JD Vance calls his new book on his spiritual journey Communion but it reads as a confession of his cynicism and ambition. There are remnants of the loving, decent Vance we saw in his memoir about growing up in a dysfunctional family, Hillbilly Elegy, but also evidence of the heartless Vance who turned from Donald Trump critic to bootlicker on his way to becoming the youngest Vice President of the United States.

Serving a mercurial, demanding President – with the highest office in America tantalisingly within reach – you have to wonder whether Vance really has changed over the years from the guy who called Trump “America’s Hitler” to the patsy twisting himself into a pretzel trying to defend his master.

Indeed, if Trump ever bothered to read the book, he would probably laugh at his Vice President’s attempt to reconcile his newly found Catholic faith (Vance converted only in 2019) with his weak-kneed loyalty to a secular supreme leader who demands worship from his aides.

If anyone can see through Vance, it is Trump himself, who despises flip-flopping, unless it involves himself.
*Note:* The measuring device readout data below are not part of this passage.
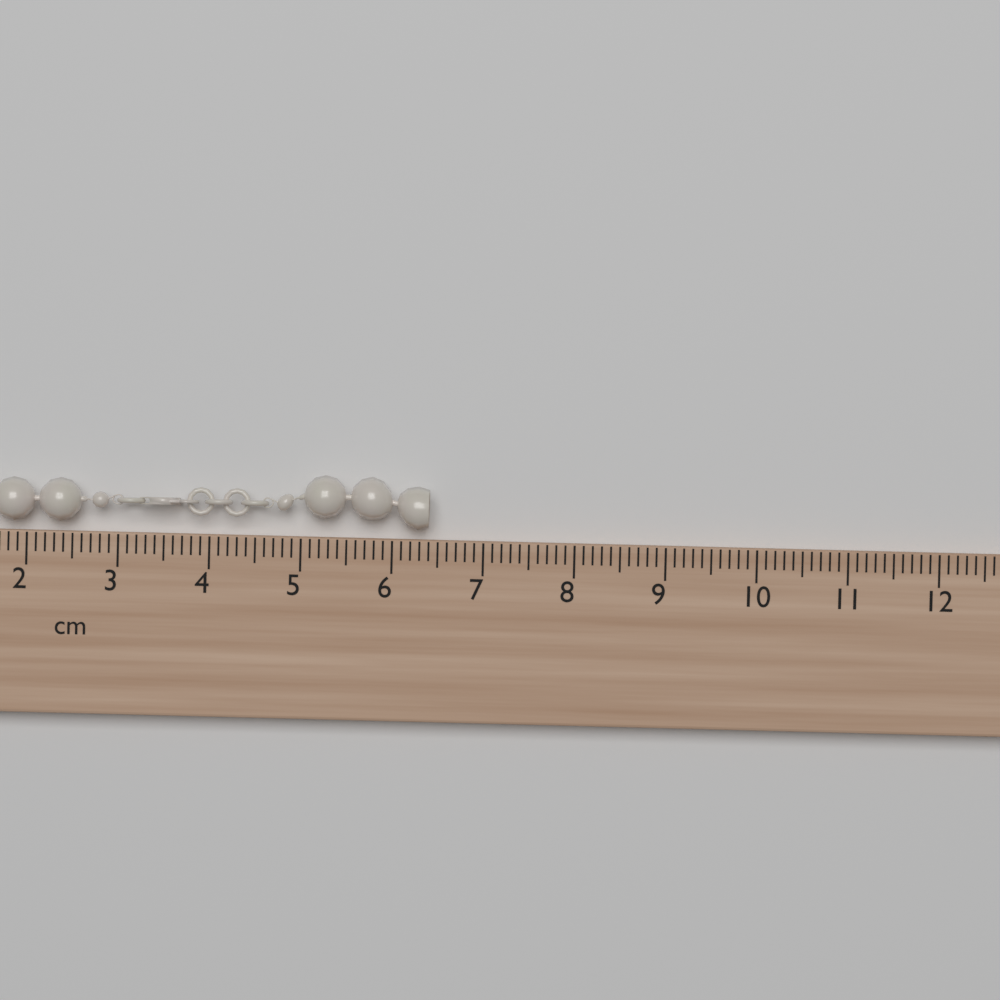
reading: 6.4 cm
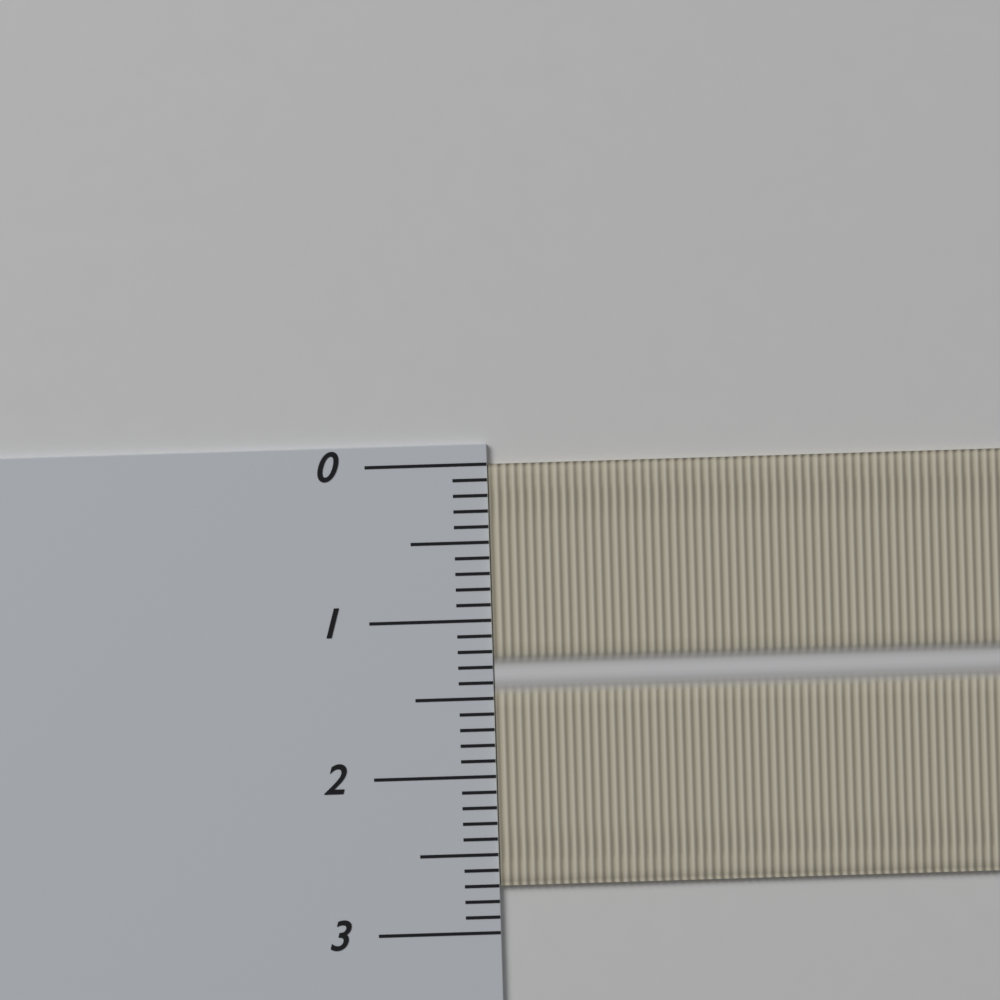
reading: 2.7 (no unit)
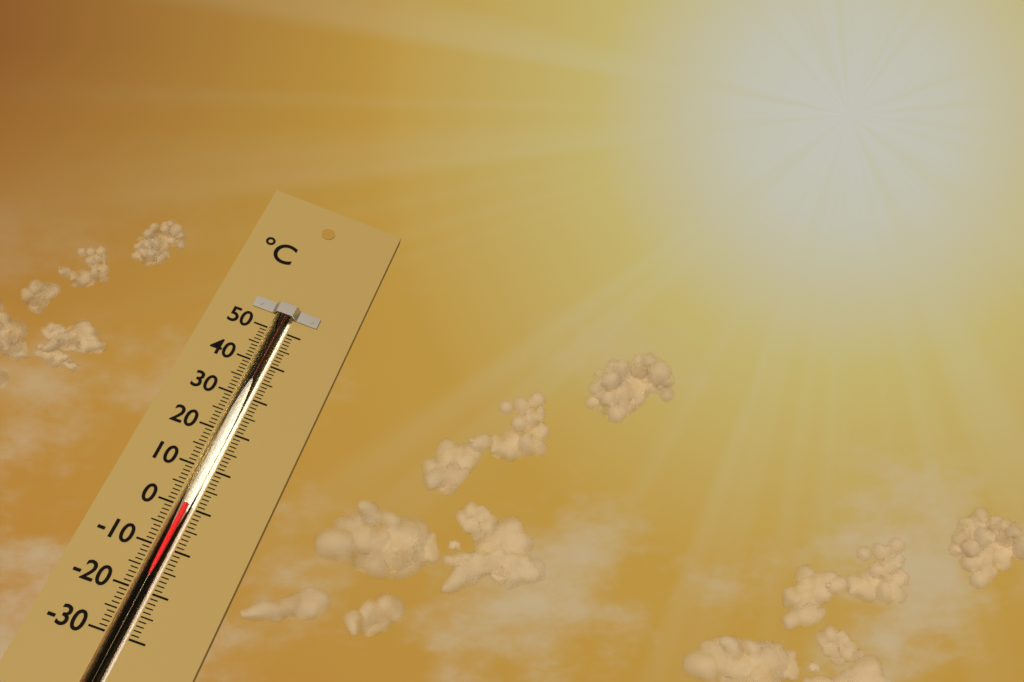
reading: 1 °C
In his latest incarnation, Vance has been assiduously flogging what US critics are calling Trump’s “Versailles treaty” with Iran, a nod to that other disastrous post-war settlement in 1919. The President has gone from demanding “unconditional surrender” from the Islamic Republic to negotiating with the regime in the Memorandum of Understanding signed at a post-G7 dinner in Louis XIV’s French palace.